The soul of man is pent up in the prison-house of his head; it looks at nature through its two windows, the eyes. It would also fain know how nature looks through other windows. A desire apparently never to be fulfilled. But our love for nature is inventive, and here, too, much has been accomplished.

Placing before me an angular mirror, consisting of two plane mirrors slightly inclined to each other, I see my face twice reflected. In the right-hand mirror I obtain a view of the right side, and in the left-hand mirror a view of the left side, of my face. Also I shall see the face of a person standing in front of me, more to the right with my right eye, more to the left with my left. But in order to obtain such widely different views of a face as those shown in the angular mirror, my two eyes would have to be set much further apart from each other than they actually are.

Fig. 23.

Squinting with my right eye at the image in the right-hand mirror, with my left eye at the image in the left-hand mirror, my vision will be the vision of a giant having an enormous head with his two eyes set far apart. This, also, is the impression which my own face makes upon me. I see it now, single and solid. Fixing my gaze, the relief from second to second is magnified, the eyebrows start forth prominently from above the eyes, the nose seems to grow a foot in length, my mustache shoots forth like a fountain from my lip, the teeth seem to retreat immeasurably. But by far the most horrible aspect of the phenomenon is the nose.

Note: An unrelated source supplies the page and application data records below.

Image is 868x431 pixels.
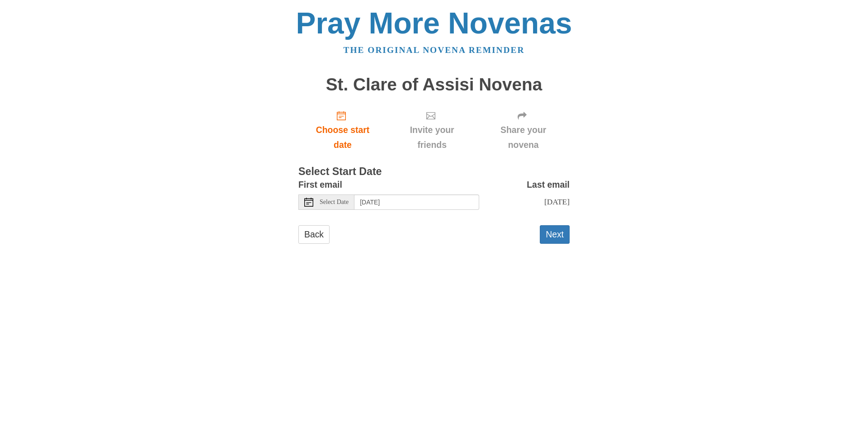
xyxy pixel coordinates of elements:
[387,103,477,157] div: Click "Next" to confirm your start date first.
[298,75,570,94] h1: St. Clare of Assisi Novena
[320,199,349,205] span: Select Date
[540,225,570,244] button: Next
[477,103,570,157] div: Click "Next" to confirm your start date first.
[526,177,570,192] label: Last email
[296,6,572,40] a: Pray More Novenas
[298,225,329,244] a: Back
[298,177,342,192] label: First email
[544,197,570,206] span: [DATE]
[298,166,570,178] h3: Select Start Date
[396,122,468,152] span: Invite your friends
[486,122,561,152] span: Share your novena
[343,45,525,55] a: The original novena reminder
[298,103,387,157] a: Choose start date
[307,122,378,152] span: Choose start date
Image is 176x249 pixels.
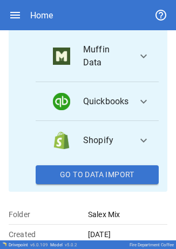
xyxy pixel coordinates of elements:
p: Folder [9,209,88,220]
img: data_logo [53,132,70,149]
span: expand_more [137,95,150,108]
div: Drivepoint [9,242,48,247]
img: data_logo [53,93,70,110]
span: v 6.0.109 [30,242,48,247]
span: Muffin Data [83,43,128,69]
img: data_logo [53,47,70,65]
div: Fire Department Coffee [129,242,174,247]
div: Model [50,242,77,247]
span: Shopify [83,134,128,147]
p: Salex Mix [88,209,167,220]
button: data_logoShopify [36,121,159,160]
p: Created [9,229,88,240]
p: [DATE] [88,229,167,240]
button: data_logoMuffin Data [36,30,159,82]
span: v 5.0.2 [65,242,77,247]
span: expand_more [137,50,150,63]
button: data_logoQuickbooks [36,82,159,121]
span: Quickbooks [83,95,129,108]
div: Home [30,10,53,21]
img: Drivepoint [2,242,6,246]
span: expand_more [137,134,150,147]
button: Go To Data Import [36,165,159,185]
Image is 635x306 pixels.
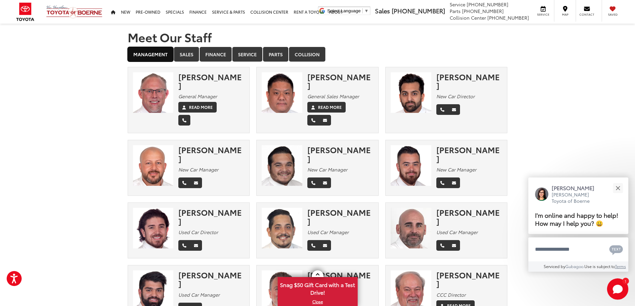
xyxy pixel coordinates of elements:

Interesting in this connexion is the telestereoscope of Helmholtz. In the telestereoscope we view a landscape by looking with our right eye (Fig. 24) through the mirror a into the mirror A, and with our left eye through the mirror b into the mirror B. The mirrors A and B stand far apart. Again we see with the widely separated eyes of a giant. Everything appears dwarfed and near us. The distant mountains look like moss-covered stones at our feet. Between, you see the reduced model of a city, a veritable Liliput. You are tempted almost to stroke with your hand the soft forest and city, did you not fear that you might prick your fingers on the sharp, needle-shaped steeples, or that they might crackle and break off.

Fig. 24.

Liliput is no fable. We need only Swift's eyes, the telestereoscope, to see it.

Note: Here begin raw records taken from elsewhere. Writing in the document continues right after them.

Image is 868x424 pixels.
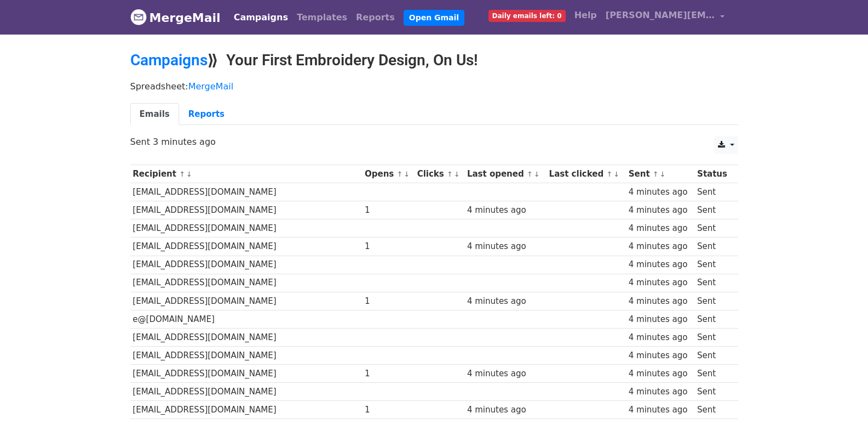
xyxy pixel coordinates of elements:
th: Clicks [415,165,464,183]
td: [EMAIL_ADDRESS][DOMAIN_NAME] [131,201,362,219]
a: ↓ [660,170,666,178]
div: 4 minutes ago [468,204,544,216]
td: Sent [694,346,732,364]
div: 1 [365,403,412,416]
p: Spreadsheet: [131,80,738,92]
th: Recipient [131,165,362,183]
td: Sent [694,401,732,419]
a: ↓ [534,170,540,178]
td: [EMAIL_ADDRESS][DOMAIN_NAME] [131,255,362,273]
div: 4 minutes ago [629,313,693,325]
td: [EMAIL_ADDRESS][DOMAIN_NAME] [131,292,362,310]
a: ↑ [447,170,453,178]
td: [EMAIL_ADDRESS][DOMAIN_NAME] [131,383,362,401]
th: Status [694,165,732,183]
a: Reports [179,103,234,126]
a: ↓ [613,170,620,178]
a: ↑ [607,170,612,178]
a: Campaigns [131,51,208,69]
td: [EMAIL_ADDRESS][DOMAIN_NAME] [131,401,362,419]
div: 4 minutes ago [629,204,693,216]
div: 4 minutes ago [629,385,693,398]
td: Sent [694,183,732,201]
a: ↓ [454,170,460,178]
th: Sent [626,165,694,183]
img: MergeMail logo [131,9,146,25]
a: Templates [293,7,352,28]
td: Sent [694,238,732,255]
td: [EMAIL_ADDRESS][DOMAIN_NAME] [131,238,362,255]
td: Sent [694,310,732,328]
div: 4 minutes ago [629,403,693,416]
div: 4 minutes ago [468,403,544,416]
td: Sent [694,292,732,310]
a: [PERSON_NAME][EMAIL_ADDRESS][DOMAIN_NAME] [602,4,730,30]
div: 1 [365,240,412,253]
span: Daily emails left: 0 [488,10,566,22]
a: MergeMail [131,6,221,29]
a: Daily emails left: 0 [484,4,570,26]
td: Sent [694,201,732,219]
div: 4 minutes ago [629,295,693,307]
div: 4 minutes ago [629,258,693,271]
th: Opens [362,165,415,183]
p: Sent 3 minutes ago [131,136,738,147]
div: 4 minutes ago [629,240,693,253]
td: e@[DOMAIN_NAME] [131,310,362,328]
th: Last clicked [547,165,626,183]
a: Campaigns [229,7,293,28]
div: 4 minutes ago [629,331,693,344]
a: Reports [352,7,400,28]
div: 4 minutes ago [629,186,693,199]
td: [EMAIL_ADDRESS][DOMAIN_NAME] [131,183,362,201]
td: Sent [694,273,732,292]
td: [EMAIL_ADDRESS][DOMAIN_NAME] [131,219,362,238]
a: ↑ [653,170,659,178]
div: 4 minutes ago [468,295,544,307]
div: 4 minutes ago [629,368,693,380]
td: [EMAIL_ADDRESS][DOMAIN_NAME] [131,328,362,346]
div: 4 minutes ago [468,240,544,253]
td: [EMAIL_ADDRESS][DOMAIN_NAME] [131,346,362,364]
div: 1 [365,368,412,380]
div: 4 minutes ago [629,349,693,362]
td: [EMAIL_ADDRESS][DOMAIN_NAME] [131,364,362,383]
a: Open Gmail [404,10,464,26]
a: ↑ [179,170,185,178]
a: Emails [131,103,179,126]
span: [PERSON_NAME][EMAIL_ADDRESS][DOMAIN_NAME] [606,9,716,22]
a: ↑ [527,170,533,178]
h2: ⟫ Your First Embroidery Design, On Us! [131,51,738,70]
a: ↑ [397,170,403,178]
div: 4 minutes ago [468,368,544,380]
td: Sent [694,328,732,346]
a: Help [570,4,602,26]
a: MergeMail [189,81,233,92]
td: Sent [694,383,732,401]
td: [EMAIL_ADDRESS][DOMAIN_NAME] [131,273,362,292]
div: 4 minutes ago [629,277,693,289]
td: Sent [694,364,732,383]
th: Last opened [464,165,547,183]
div: 1 [365,295,412,307]
td: Sent [694,219,732,238]
a: ↓ [404,170,410,178]
td: Sent [694,255,732,273]
div: 1 [365,204,412,216]
div: 4 minutes ago [629,222,693,234]
a: ↓ [186,170,192,178]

Picture to yourself the reverse case. Let us suppose ourselves so small that we could take long walks in a forest of moss, and that our eyes were correspondingly near each other. The moss-fibres would appear like trees. On them we should see strange, unshapely monsters creeping about. Branches of the oak-tree, at whose base our moss-forest lay, would seem to us dark, immovable, myriad-branched clouds, painted high on the vault of heaven; just as the inhabitants of Saturn, forsooth, might see their enormous ring. On the tree-trunks of our mossy woodland we should find colossal globes several feet in diameter, brilliantly transparent, swayed by the winds with slow, peculiar motions. We should approach inquisitively and should find that these globes, in which here and there animals were gaily sporting, were liquid globes, in fact that they were water. A short, incautious step, the slightest contact, and woe betide us, our arm is irresistibly drawn by an invisible power into the interior of the sphere and held there unrelentingly fast! A drop of dew has engulfed in its capillary maw a manikin, in revenge for the thousands of drops that its big human counterparts have quaffed at breakfast. Thou shouldst have known, thou pygmy natural scientist, that with thy present puny bulk thou shouldst not joke with capillarity!